Blount’s personal artwork consists primarily of posters done by letterpress, a relief printing process, and their often unusual installations. The Field acquired prints from his White Supremacy Is protest artwork that was installed both here in Evanston and on the exterior of the Minnesota Center for Book Arts in Minneapolis.

This work falls into the “public square” category. The Field also purchased his letterpress print Blursday from January 2021. 

Blursday by Ben Blount. Letterpress of each day of the week layered onto the next, with “DAY” aligned. Letterpress poster, 12.5 by 9.5 inches.

Both artists said they were happy being isolated in their studios during the pandemic. They have contiguous studios with large storefront windows facing the street, so they were both able to see passersby, who often waved or gestured hello.

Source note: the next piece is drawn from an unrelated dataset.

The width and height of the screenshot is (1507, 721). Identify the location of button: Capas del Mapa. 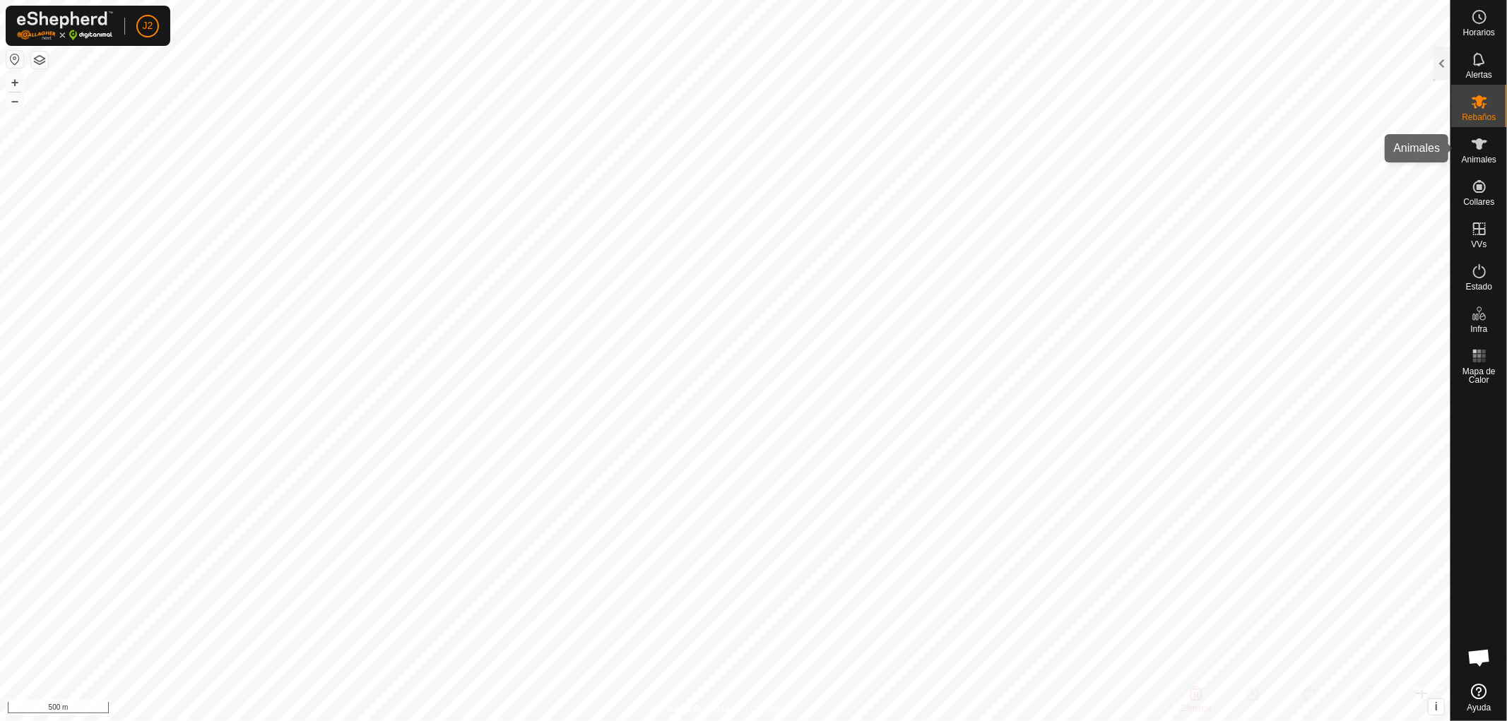
(40, 60).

A third Evanstonian, Sarah Hinojosa, also participates in the museum’s pandemic collection. Her tree-mounted installation of poems and drawings is not considered an “artifact,” but part of the broader, community-based project.

Like Hinojosa’s Poetree, a hand stitching by artist-therapist Melissa Blount was not formally accessioned, but is included as part of the broader collection materials. The stitching by Blount, wife of Ben Blount, was inspired by a campaign that modified the sex-positive Cardi-B and Megan Thee Stallion song W.A.P. acronym to “What About Prosecuting” the police officers who killed Breonna Taylor in March 2020.

Cultural anthropologist Ana Croegaert speaks in Beth Adler’s Evanston studio. Credit: Gay Riseborough

Croegaert is an Evanstonian too. She earned her doctorate in anthropology at Northwestern University, where she has taught. She also has taught at the University of New Orleans, Mount Holyoke College in Massachusetts and Loyola University Chicago. 

Croegaert is part of the Field’s core team creating the pandemic collection, which includes two more Evanstonians, Alaka Wali (co-lead for the project and the museum’s curator of North American anthropology) and Madeleine Tudor (senior environmental social scientist on the project and an applied urban anthropologist at the Field’s Keller Science Action Center).